The Guilford Green Foundation announced Tuesday, Oct. 31 that Greensboro Mayor Nancy Vaughan would no longer be the Guilford Green executive director as of Wednesday, Nov. 1.
It’s a little odd to announce one day that the executive director is leaving the next, but Vaughan said that she had actually stopped working full time about a month ago and the board had simply decided it was time to make the announcement. Vaughan said she had been asked to join the Guilford Green Foundation board as an indication that it was an amicable parting.
Certainly, as director of the foundation, whether the announcement is made Oct. 31 or Nov. 8 doesn’t make much difference, but as a candidate for mayor it’s not necessarily the kind of announcement you want one week before the election.
Vaughan was a somewhat controversial hire for Guilford Green, which raises money for lesbian, gay, bisexual and transgender (LGBT) organizations and causes. Some in the LGBT community thought a member of that community should have the job and protested at a Greensboro City Council meeting after it had been announced that Vaughan was the new executive director in February 2016.
Vaughan said she made the decision to leave because having two full-time jobs and trying to raise her daughter proved to be too much. She said that being mayor and executive director didn’t leave much time for family.
She said the straw that broke the camel’s back was when her daughter Catherine had car trouble on the way to school and Vaughan was too busy to go help her.
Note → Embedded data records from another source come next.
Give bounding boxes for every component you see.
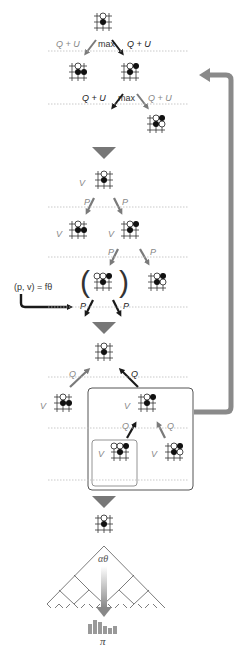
stage-arrow-icon (92, 322, 116, 334)
repeat-loop-arrow (194, 75, 231, 412)
search-to-policy-arrowhead-icon (96, 607, 112, 617)
qu-label-right: Q + U (127, 39, 151, 49)
child-board-right-icon (121, 221, 139, 239)
v-label: V (56, 229, 63, 239)
p-label-left-3: P (80, 301, 86, 311)
p-label-right: P (122, 197, 128, 207)
expanded-leaf-board-icon (94, 273, 112, 291)
panel-backup: Q Q V V Q Q V V (40, 343, 193, 490)
q-label-right-2: Q (167, 421, 174, 431)
leaf-board-icon (165, 443, 183, 461)
p-label-left: P (84, 197, 90, 207)
v-label: V (40, 401, 47, 411)
search-to-policy-arrow (101, 566, 107, 608)
child-board-left-icon (54, 394, 72, 412)
child-board-left-icon (69, 221, 87, 239)
network-arrow (21, 294, 70, 307)
qu-label-right-2: Q + U (148, 93, 172, 103)
panel-expand: V P P V V P P ( ) (p, v) = fθ P P (14, 171, 188, 314)
child-board-right-icon (138, 394, 156, 412)
qu-label-left-2: Q + U (82, 93, 106, 103)
v-label: V (98, 449, 105, 459)
child-board-left-icon (69, 63, 87, 81)
repeat-loop-arrowhead-icon (199, 68, 210, 82)
select-arrow-right-2 (137, 94, 147, 107)
root-board-icon (95, 515, 113, 533)
search-label: αθ (98, 553, 108, 564)
p-label-right-2: P (150, 247, 156, 257)
qu-label-left: Q + U (56, 39, 80, 49)
leaf-board-icon (148, 273, 166, 291)
backup-arrow-right-2 (158, 424, 165, 438)
mcts-diagram: Q + U max Q + U Q + U max Q + U V P P V … (0, 0, 237, 650)
root-board-icon (94, 13, 112, 31)
q-label-right: Q (131, 369, 138, 379)
v-label: V (79, 178, 86, 188)
prior-arrow-right (114, 198, 121, 212)
v-label: V (108, 229, 115, 239)
p-label-right-3: P (123, 301, 129, 311)
v-label: V (124, 401, 131, 411)
network-label: (p, v) = fθ (14, 282, 52, 292)
child-board-right-icon (121, 63, 139, 81)
expanded-leaf-board-icon (111, 443, 129, 461)
root-board-icon (95, 343, 113, 361)
paren-left: ( (80, 265, 90, 298)
paren-right: ) (119, 265, 129, 298)
panel-select: Q + U max Q + U Q + U max Q + U (48, 13, 188, 133)
policy-label: π (100, 635, 106, 647)
q-label-left: Q (69, 369, 76, 379)
panel-play: αθ π (47, 515, 165, 647)
q-label-left-2: Q (122, 421, 129, 431)
leaf-board-icon (147, 115, 165, 133)
policy-histogram (88, 620, 117, 634)
stage-arrow-icon (92, 147, 116, 159)
root-board-icon (95, 171, 113, 189)
p-label-left-2: P (108, 247, 114, 257)
prior-arrow-right-2 (140, 249, 148, 263)
stage-arrow-icon (92, 496, 116, 508)
v-label: V (151, 449, 158, 459)
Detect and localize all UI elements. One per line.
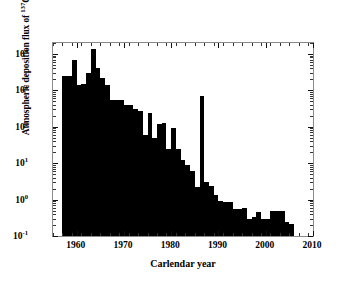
y-axis-tick-minor (310, 174, 313, 175)
y-tick-exponent: 2 (25, 120, 28, 127)
y-axis-tick-minor (53, 56, 56, 57)
y-axis-tick-minor (53, 167, 56, 168)
y-tick-label: 101 (0, 156, 28, 168)
y-tick-exponent: 4 (25, 47, 28, 54)
y-tick-exponent: 3 (25, 83, 28, 90)
x-tick-label: 1970 (103, 240, 143, 250)
y-axis-tick-minor (310, 146, 313, 147)
x-axis-tick-minor (91, 233, 92, 236)
x-axis-title: Carlendar year (52, 258, 314, 269)
x-axis-tick-major (77, 43, 78, 48)
y-axis-tick-minor (53, 135, 56, 136)
y-axis-tick-minor (53, 214, 56, 215)
y-axis-tick-minor (53, 182, 56, 183)
x-axis-tick-minor (110, 233, 111, 236)
y-axis-tick-minor (53, 101, 56, 102)
y-axis-tick-minor (310, 98, 313, 99)
y-axis-tick-minor (310, 68, 313, 69)
y-axis-tick-minor (53, 73, 56, 74)
figure-chart: Atmospheric deposition flux of 137Cs (Bq… (0, 0, 346, 283)
x-axis-tick-major (171, 43, 172, 48)
y-axis-tick-minor (53, 205, 56, 206)
y-tick-mantissa: 10 (15, 122, 25, 132)
y-axis-tick-minor (53, 203, 56, 204)
y-axis-tick-minor (310, 152, 313, 153)
x-axis-tick-minor (176, 233, 177, 236)
x-axis-tick-minor (233, 43, 234, 46)
y-tick-label: 102 (0, 120, 28, 132)
y-axis-tick-minor (53, 57, 56, 58)
x-axis-tick-minor (53, 233, 54, 236)
x-axis-tick-minor (148, 43, 149, 46)
y-axis-tick-minor (310, 205, 313, 206)
x-axis-tick-minor (223, 233, 224, 236)
y-axis-tick-minor (310, 65, 313, 66)
x-axis-tick-minor (157, 233, 158, 236)
y-axis-tick-minor (53, 105, 56, 106)
x-axis-tick-minor (270, 233, 271, 236)
x-axis-tick-minor (195, 233, 196, 236)
x-tick-label: 2010 (292, 240, 332, 250)
y-axis-tick-minor (53, 116, 56, 117)
x-axis-tick-minor (204, 43, 205, 46)
x-axis-tick-minor (81, 43, 82, 46)
x-axis-tick-major (124, 231, 125, 236)
y-axis-tick-minor (310, 135, 313, 136)
y-axis-tick-minor (53, 109, 56, 110)
y-axis-tick-minor (53, 174, 56, 175)
x-axis-tick-minor (138, 43, 139, 46)
x-axis-tick-minor (299, 233, 300, 236)
x-axis-tick-minor (148, 233, 149, 236)
x-axis-tick-minor (195, 43, 196, 46)
x-axis-tick-major (266, 43, 267, 48)
x-axis-tick-minor (242, 43, 243, 46)
y-axis-tick-minor (310, 60, 313, 61)
y-axis-tick-minor (53, 62, 56, 63)
y-axis-tick-minor (53, 211, 56, 212)
y-axis-tick-minor (310, 57, 313, 58)
y-axis-tick-minor (53, 94, 56, 95)
y-axis-tick-minor (310, 109, 313, 110)
y-axis-tick-minor (53, 60, 56, 61)
x-axis-tick-minor (166, 233, 167, 236)
x-axis-tick-minor (129, 233, 130, 236)
y-tick-exponent: -1 (23, 229, 29, 236)
y-axis-tick-minor (310, 219, 313, 220)
x-axis-tick-minor (242, 233, 243, 236)
x-axis-tick-minor (252, 43, 253, 46)
x-axis-tick-minor (119, 43, 120, 46)
x-axis-tick-minor (185, 233, 186, 236)
y-axis-tick-minor (310, 225, 313, 226)
y-tick-exponent: 1 (25, 156, 28, 163)
x-tick-label: 1960 (56, 240, 96, 250)
x-tick-label: 1980 (150, 240, 190, 250)
y-axis-tick-minor (53, 225, 56, 226)
y-axis-tick-minor (310, 94, 313, 95)
y-axis-tick-minor (310, 105, 313, 106)
y-axis-tick-minor (310, 189, 313, 190)
y-axis-tick-minor (310, 171, 313, 172)
y-axis-tick-minor (53, 178, 56, 179)
bars-container (53, 43, 313, 236)
y-axis-tick-minor (53, 171, 56, 172)
x-tick-label: 2000 (245, 240, 285, 250)
x-axis-tick-minor (233, 233, 234, 236)
y-tick-exponent: 0 (25, 193, 28, 200)
y-axis-tick-minor (310, 79, 313, 80)
y-axis-tick-minor (310, 96, 313, 97)
y-axis-tick-major (53, 236, 58, 237)
y-tick-mantissa: 10 (15, 86, 25, 96)
y-axis-tick-minor (53, 65, 56, 66)
y-axis-tick-minor (310, 56, 313, 57)
y-axis-tick-minor (53, 98, 56, 99)
x-axis-tick-minor (308, 43, 309, 46)
x-axis-tick-minor (176, 43, 177, 46)
x-axis-tick-minor (280, 233, 281, 236)
y-axis-tick-minor (53, 79, 56, 80)
y-axis-tick-minor (53, 169, 56, 170)
plot-area (52, 42, 314, 237)
x-axis-tick-minor (289, 233, 290, 236)
x-axis-tick-minor (185, 43, 186, 46)
y-axis-tick-minor (310, 165, 313, 166)
x-axis-tick-minor (81, 233, 82, 236)
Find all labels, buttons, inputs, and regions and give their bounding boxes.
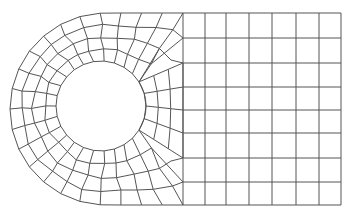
finite-element-mesh — [0, 0, 352, 216]
mesh-edge — [173, 182, 184, 186]
mesh-edge — [160, 158, 184, 168]
hole-boundary — [56, 61, 139, 151]
mesh-figure — [0, 0, 352, 216]
mesh-radial-edge — [100, 13, 104, 61]
mesh-radial-edge — [61, 148, 84, 194]
mesh-edge — [159, 48, 183, 63]
mesh-transition-edge — [144, 87, 183, 93]
mesh-transition-edge — [146, 106, 183, 110]
mesh-transition-edge — [139, 82, 146, 130]
outer-boundary — [10, 13, 183, 205]
mesh-edge — [152, 148, 184, 182]
mesh-radial-edge — [10, 106, 56, 109]
mesh-ring-edge — [32, 38, 160, 178]
mesh-transition-edge — [144, 119, 183, 133]
mesh-transition-edge — [139, 130, 183, 158]
mesh-edge — [173, 30, 183, 38]
mesh-edge — [151, 38, 183, 64]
She said at that point she realized she was trying to do too much and needed to transition out of her job as executive director.
Vaughan said she will get her real estate license in January and plans to work for her sister Amy Cook, who is a Realtor with Allen Tate Realtors. Vaughan said that job would allow her more flexibility to spend time with her daughter, and her grandson, who she said she didn’t see nearly enough.